Educated by Tara Westover
Tara Westover grew up on a mountain in Idaho with her parents and six siblings. She was given almost no formal education, as her father kept the family isolated, prepping for the end times, eschewing doctors and schools, and preaching a mixture of conspiracy theories and religious doctrine. How Tara went from scrapping in a junkyard at age ten to studying for a PhD at Harvard in her twenties is the fascinating hook of this memoir.
But Educated isn’t a quiet journey of a young woman falling in love with learning, as I thought it might be when I picked it up. Instead, it is raw, breathless, harrowing, savage and completely captivating. This is less a memoir about education, and more a powerful story of survival.
The violence against Tara comes in many forms; directly, at the hands of an older brother, and indirectly, through her parents’ neglect, dysfunction and insistence on avoiding medical care. Tara and her family suffer an extraordinary number of injuries and accidents. There were many moments when I had to put the book down and take a breath, because I was so worried for Tara’s safety, and I couldn’t bear another moment of her pain.
Comparisons to The Glass Castle by Jeannette Walls and The Liars’ Club by Mary Karr are obvious, but also necessary, because Educated sits firmly alongside them. If you have read and loved either of those books, as I have, then you need to read Educated. This is an extraordinary, utterly immersive memoir.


Goal of the exercise: No pictures belong in the copy. Restate the rest of the data exactly.

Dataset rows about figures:
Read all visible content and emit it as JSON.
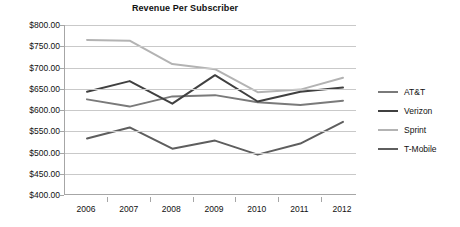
{
  "chart_data": {
    "type": "line",
    "title": "Revenue Per Subscriber",
    "xlabel": "",
    "ylabel": "",
    "x": [
      "2006",
      "2007",
      "2008",
      "2009",
      "2010",
      "2011",
      "2012"
    ],
    "categories": [
      "2006",
      "2007",
      "2008",
      "2009",
      "2010",
      "2011",
      "2012"
    ],
    "ylim": [
      400,
      800
    ],
    "ytick_values": [
      400,
      450,
      500,
      550,
      600,
      650,
      700,
      750,
      800
    ],
    "ytick_labels": [
      "$400.00",
      "$450.00",
      "$500.00",
      "$550.00",
      "$600.00",
      "$650.00",
      "$700.00",
      "$750.00",
      "$800.00"
    ],
    "grid": true,
    "legend_position": "right",
    "series": [
      {
        "name": "AT&T",
        "color": "#7a7a7a",
        "values": [
          625,
          608,
          632,
          635,
          618,
          612,
          622
        ]
      },
      {
        "name": "Verizon",
        "color": "#404040",
        "values": [
          643,
          668,
          615,
          682,
          620,
          643,
          653
        ]
      },
      {
        "name": "Sprint",
        "color": "#b3b3b3",
        "values": [
          765,
          763,
          708,
          696,
          642,
          648,
          676
        ]
      },
      {
        "name": "T-Mobile",
        "color": "#5e5e5e",
        "values": [
          533,
          559,
          509,
          528,
          495,
          521,
          572
        ]
      }
    ]
  },
  "legend": {
    "items": [
      {
        "label": "AT&T"
      },
      {
        "label": "Verizon"
      },
      {
        "label": "Sprint"
      },
      {
        "label": "T-Mobile"
      }
    ]
  },
  "colors": {
    "gridline": "#c9c9c9",
    "axis": "#a6a6a6",
    "text": "#111111",
    "background": "#ffffff"
  }
}
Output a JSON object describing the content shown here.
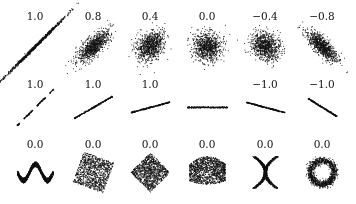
{
  "chart_data": {
    "type": "scatter",
    "title": "",
    "grid": false,
    "point_color": "#111111",
    "background": "#ffffff",
    "rows": [
      {
        "label_y": 10,
        "center_y": 46,
        "panels": [
          {
            "label": "1.0",
            "cx": 35,
            "kind": "gauss",
            "r": 1.0,
            "angle": 45,
            "sx": 22,
            "sy": 0.6
          },
          {
            "label": "0.8",
            "cx": 93,
            "kind": "gauss",
            "r": 0.8,
            "angle": 45,
            "sx": 10,
            "sy": 4
          },
          {
            "label": "0.4",
            "cx": 150,
            "kind": "gauss",
            "r": 0.4,
            "angle": 45,
            "sx": 8,
            "sy": 6
          },
          {
            "label": "0.0",
            "cx": 207,
            "kind": "gauss",
            "r": 0.0,
            "angle": 0,
            "sx": 7,
            "sy": 7
          },
          {
            "label": "−0.4",
            "cx": 265,
            "kind": "gauss",
            "r": -0.4,
            "angle": -45,
            "sx": 8,
            "sy": 6
          },
          {
            "label": "−0.8",
            "cx": 322,
            "kind": "gauss",
            "r": -0.8,
            "angle": -45,
            "sx": 10,
            "sy": 3.5
          }
        ]
      },
      {
        "label_y": 78,
        "center_y": 107,
        "panels": [
          {
            "label": "1.0",
            "cx": 35,
            "kind": "line",
            "angle": 45,
            "len": 52,
            "dashed": true
          },
          {
            "label": "1.0",
            "cx": 93,
            "kind": "line",
            "angle": 30,
            "len": 44
          },
          {
            "label": "1.0",
            "cx": 150,
            "kind": "line",
            "angle": 15,
            "len": 40
          },
          {
            "label": "",
            "cx": 207,
            "kind": "line",
            "angle": 0,
            "len": 40
          },
          {
            "label": "−1.0",
            "cx": 265,
            "kind": "line",
            "angle": -15,
            "len": 40
          },
          {
            "label": "−1.0",
            "cx": 322,
            "kind": "line",
            "angle": -32,
            "len": 34
          }
        ]
      },
      {
        "label_y": 138,
        "center_y": 172,
        "panels": [
          {
            "label": "0.0",
            "cx": 35,
            "kind": "wave"
          },
          {
            "label": "0.0",
            "cx": 93,
            "kind": "square",
            "angle": 20
          },
          {
            "label": "0.0",
            "cx": 150,
            "kind": "square",
            "angle": 45
          },
          {
            "label": "0.0",
            "cx": 207,
            "kind": "parabola"
          },
          {
            "label": "0.0",
            "cx": 265,
            "kind": "cross"
          },
          {
            "label": "0.0",
            "cx": 322,
            "kind": "ring"
          }
        ]
      }
    ]
  }
}
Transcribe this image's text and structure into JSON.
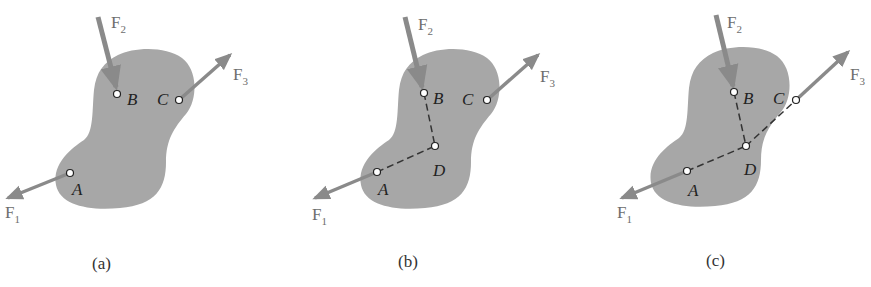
{
  "figure": {
    "panels": [
      {
        "id": "a",
        "caption": "(a)",
        "points": {
          "A": "A",
          "B": "B",
          "C": "C"
        },
        "forces": {
          "F1": {
            "base": "F",
            "sub": "1"
          },
          "F2": {
            "base": "F",
            "sub": "2"
          },
          "F3": {
            "base": "F",
            "sub": "3"
          }
        }
      },
      {
        "id": "b",
        "caption": "(b)",
        "points": {
          "A": "A",
          "B": "B",
          "C": "C",
          "D": "D"
        },
        "forces": {
          "F1": {
            "base": "F",
            "sub": "1"
          },
          "F2": {
            "base": "F",
            "sub": "2"
          },
          "F3": {
            "base": "F",
            "sub": "3"
          }
        }
      },
      {
        "id": "c",
        "caption": "(c)",
        "points": {
          "A": "A",
          "B": "B",
          "C": "C",
          "D": "D"
        },
        "forces": {
          "F1": {
            "base": "F",
            "sub": "1"
          },
          "F2": {
            "base": "F",
            "sub": "2"
          },
          "F3": {
            "base": "F",
            "sub": "3"
          }
        }
      }
    ],
    "colors": {
      "body": "#a7a7a7",
      "arrow": "#8a8a8a",
      "dash": "#333333",
      "background": "#ffffff"
    }
  }
}
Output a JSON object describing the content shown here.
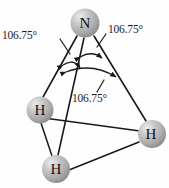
{
  "figure": {
    "background_color": "#fefefe",
    "width": 169,
    "height": 188
  },
  "atoms": [
    {
      "id": "n",
      "symbol": "N",
      "name": "nitrogen-atom",
      "cx": 85,
      "cy": 23,
      "r": 14.5,
      "color": "#a9a9a9"
    },
    {
      "id": "h1",
      "symbol": "H",
      "name": "hydrogen-atom-left",
      "cx": 40,
      "cy": 110,
      "r": 13.5,
      "color": "#a9a9a9"
    },
    {
      "id": "h2",
      "symbol": "H",
      "name": "hydrogen-atom-right",
      "cx": 152,
      "cy": 134,
      "r": 14.0,
      "color": "#a9a9a9"
    },
    {
      "id": "h3",
      "symbol": "H",
      "name": "hydrogen-atom-bottom",
      "cx": 56,
      "cy": 169,
      "r": 14.0,
      "color": "#a9a9a9"
    }
  ],
  "bonds": [
    {
      "name": "bond-n-h-left",
      "from": "n",
      "to": "h1"
    },
    {
      "name": "bond-n-h-right",
      "from": "n",
      "to": "h2"
    },
    {
      "name": "bond-n-h-bottom",
      "from": "n",
      "to": "h3"
    }
  ],
  "base_edges": [
    {
      "name": "base-edge-left-right",
      "from": "h1",
      "to": "h2"
    },
    {
      "name": "base-edge-left-bottom",
      "from": "h1",
      "to": "h3"
    },
    {
      "name": "base-edge-bottom-right",
      "from": "h3",
      "to": "h2"
    }
  ],
  "angles": {
    "left": {
      "value": "106.75",
      "unit": "°",
      "text": "106.75°"
    },
    "right": {
      "value": "106.75",
      "unit": "°",
      "text": "106.75°"
    },
    "middle": {
      "value": "106.75",
      "unit": "°",
      "text": "106.75°"
    }
  },
  "colors": {
    "line": "#1a1a1a",
    "text": "#1b1b1b",
    "sphere_light": "#e2e2e2",
    "sphere_mid": "#b4b4b4",
    "sphere_dark": "#8e8e8e"
  }
}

Response to this exercise:
Read all visible content and emit it as JSON.
{
  "chart_data": {
    "type": "line",
    "title": "Revenue Per Subscriber",
    "xlabel": "",
    "ylabel": "",
    "x": [
      "2006",
      "2007",
      "2008",
      "2009",
      "2010",
      "2011",
      "2012"
    ],
    "categories": [
      "2006",
      "2007",
      "2008",
      "2009",
      "2010",
      "2011",
      "2012"
    ],
    "ylim": [
      400,
      800
    ],
    "ytick_values": [
      400,
      450,
      500,
      550,
      600,
      650,
      700,
      750,
      800
    ],
    "ytick_labels": [
      "$400.00",
      "$450.00",
      "$500.00",
      "$550.00",
      "$600.00",
      "$650.00",
      "$700.00",
      "$750.00",
      "$800.00"
    ],
    "grid": true,
    "legend_position": "right",
    "series": [
      {
        "name": "AT&T",
        "color": "#7a7a7a",
        "values": [
          625,
          608,
          632,
          635,
          618,
          612,
          622
        ]
      },
      {
        "name": "Verizon",
        "color": "#404040",
        "values": [
          643,
          668,
          615,
          682,
          620,
          643,
          653
        ]
      },
      {
        "name": "Sprint",
        "color": "#b3b3b3",
        "values": [
          765,
          763,
          708,
          696,
          642,
          648,
          676
        ]
      },
      {
        "name": "T-Mobile",
        "color": "#5e5e5e",
        "values": [
          533,
          559,
          509,
          528,
          495,
          521,
          572
        ]
      }
    ]
  },
  "legend": {
    "items": [
      {
        "label": "AT&T"
      },
      {
        "label": "Verizon"
      },
      {
        "label": "Sprint"
      },
      {
        "label": "T-Mobile"
      }
    ]
  },
  "colors": {
    "gridline": "#c9c9c9",
    "axis": "#a6a6a6",
    "text": "#111111",
    "background": "#ffffff"
  }
}
Output a JSON object describing the content shown here.
{
  "chart_data": {
    "type": "scatter",
    "title": "",
    "grid": false,
    "point_color": "#111111",
    "background": "#ffffff",
    "rows": [
      {
        "label_y": 10,
        "center_y": 46,
        "panels": [
          {
            "label": "1.0",
            "cx": 35,
            "kind": "gauss",
            "r": 1.0,
            "angle": 45,
            "sx": 22,
            "sy": 0.6
          },
          {
            "label": "0.8",
            "cx": 93,
            "kind": "gauss",
            "r": 0.8,
            "angle": 45,
            "sx": 10,
            "sy": 4
          },
          {
            "label": "0.4",
            "cx": 150,
            "kind": "gauss",
            "r": 0.4,
            "angle": 45,
            "sx": 8,
            "sy": 6
          },
          {
            "label": "0.0",
            "cx": 207,
            "kind": "gauss",
            "r": 0.0,
            "angle": 0,
            "sx": 7,
            "sy": 7
          },
          {
            "label": "−0.4",
            "cx": 265,
            "kind": "gauss",
            "r": -0.4,
            "angle": -45,
            "sx": 8,
            "sy": 6
          },
          {
            "label": "−0.8",
            "cx": 322,
            "kind": "gauss",
            "r": -0.8,
            "angle": -45,
            "sx": 10,
            "sy": 3.5
          }
        ]
      },
      {
        "label_y": 78,
        "center_y": 107,
        "panels": [
          {
            "label": "1.0",
            "cx": 35,
            "kind": "line",
            "angle": 45,
            "len": 52,
            "dashed": true
          },
          {
            "label": "1.0",
            "cx": 93,
            "kind": "line",
            "angle": 30,
            "len": 44
          },
          {
            "label": "1.0",
            "cx": 150,
            "kind": "line",
            "angle": 15,
            "len": 40
          },
          {
            "label": "",
            "cx": 207,
            "kind": "line",
            "angle": 0,
            "len": 40
          },
          {
            "label": "−1.0",
            "cx": 265,
            "kind": "line",
            "angle": -15,
            "len": 40
          },
          {
            "label": "−1.0",
            "cx": 322,
            "kind": "line",
            "angle": -32,
            "len": 34
          }
        ]
      },
      {
        "label_y": 138,
        "center_y": 172,
        "panels": [
          {
            "label": "0.0",
            "cx": 35,
            "kind": "wave"
          },
          {
            "label": "0.0",
            "cx": 93,
            "kind": "square",
            "angle": 20
          },
          {
            "label": "0.0",
            "cx": 150,
            "kind": "square",
            "angle": 45
          },
          {
            "label": "0.0",
            "cx": 207,
            "kind": "parabola"
          },
          {
            "label": "0.0",
            "cx": 265,
            "kind": "cross"
          },
          {
            "label": "0.0",
            "cx": 322,
            "kind": "ring"
          }
        ]
      }
    ]
  }
}
Transcribe this image's text and structure into JSON.
{
  "figure": {
    "panels": [
      {
        "id": "a",
        "caption": "(a)",
        "points": {
          "A": "A",
          "B": "B",
          "C": "C"
        },
        "forces": {
          "F1": {
            "base": "F",
            "sub": "1"
          },
          "F2": {
            "base": "F",
            "sub": "2"
          },
          "F3": {
            "base": "F",
            "sub": "3"
          }
        }
      },
      {
        "id": "b",
        "caption": "(b)",
        "points": {
          "A": "A",
          "B": "B",
          "C": "C",
          "D": "D"
        },
        "forces": {
          "F1": {
            "base": "F",
            "sub": "1"
          },
          "F2": {
            "base": "F",
            "sub": "2"
          },
          "F3": {
            "base": "F",
            "sub": "3"
          }
        }
      },
      {
        "id": "c",
        "caption": "(c)",
        "points": {
          "A": "A",
          "B": "B",
          "C": "C",
          "D": "D"
        },
        "forces": {
          "F1": {
            "base": "F",
            "sub": "1"
          },
          "F2": {
            "base": "F",
            "sub": "2"
          },
          "F3": {
            "base": "F",
            "sub": "3"
          }
        }
      }
    ],
    "colors": {
      "body": "#a7a7a7",
      "arrow": "#8a8a8a",
      "dash": "#333333",
      "background": "#ffffff"
    }
  }
}
Output a JSON object describing the content shown here.
{
  "figure": {
    "background_color": "#fefefe",
    "width": 169,
    "height": 188
  },
  "atoms": [
    {
      "id": "n",
      "symbol": "N",
      "name": "nitrogen-atom",
      "cx": 85,
      "cy": 23,
      "r": 14.5,
      "color": "#a9a9a9"
    },
    {
      "id": "h1",
      "symbol": "H",
      "name": "hydrogen-atom-left",
      "cx": 40,
      "cy": 110,
      "r": 13.5,
      "color": "#a9a9a9"
    },
    {
      "id": "h2",
      "symbol": "H",
      "name": "hydrogen-atom-right",
      "cx": 152,
      "cy": 134,
      "r": 14.0,
      "color": "#a9a9a9"
    },
    {
      "id": "h3",
      "symbol": "H",
      "name": "hydrogen-atom-bottom",
      "cx": 56,
      "cy": 169,
      "r": 14.0,
      "color": "#a9a9a9"
    }
  ],
  "bonds": [
    {
      "name": "bond-n-h-left",
      "from": "n",
      "to": "h1"
    },
    {
      "name": "bond-n-h-right",
      "from": "n",
      "to": "h2"
    },
    {
      "name": "bond-n-h-bottom",
      "from": "n",
      "to": "h3"
    }
  ],
  "base_edges": [
    {
      "name": "base-edge-left-right",
      "from": "h1",
      "to": "h2"
    },
    {
      "name": "base-edge-left-bottom",
      "from": "h1",
      "to": "h3"
    },
    {
      "name": "base-edge-bottom-right",
      "from": "h3",
      "to": "h2"
    }
  ],
  "angles": {
    "left": {
      "value": "106.75",
      "unit": "°",
      "text": "106.75°"
    },
    "right": {
      "value": "106.75",
      "unit": "°",
      "text": "106.75°"
    },
    "middle": {
      "value": "106.75",
      "unit": "°",
      "text": "106.75°"
    }
  },
  "colors": {
    "line": "#1a1a1a",
    "text": "#1b1b1b",
    "sphere_light": "#e2e2e2",
    "sphere_mid": "#b4b4b4",
    "sphere_dark": "#8e8e8e"
  }
}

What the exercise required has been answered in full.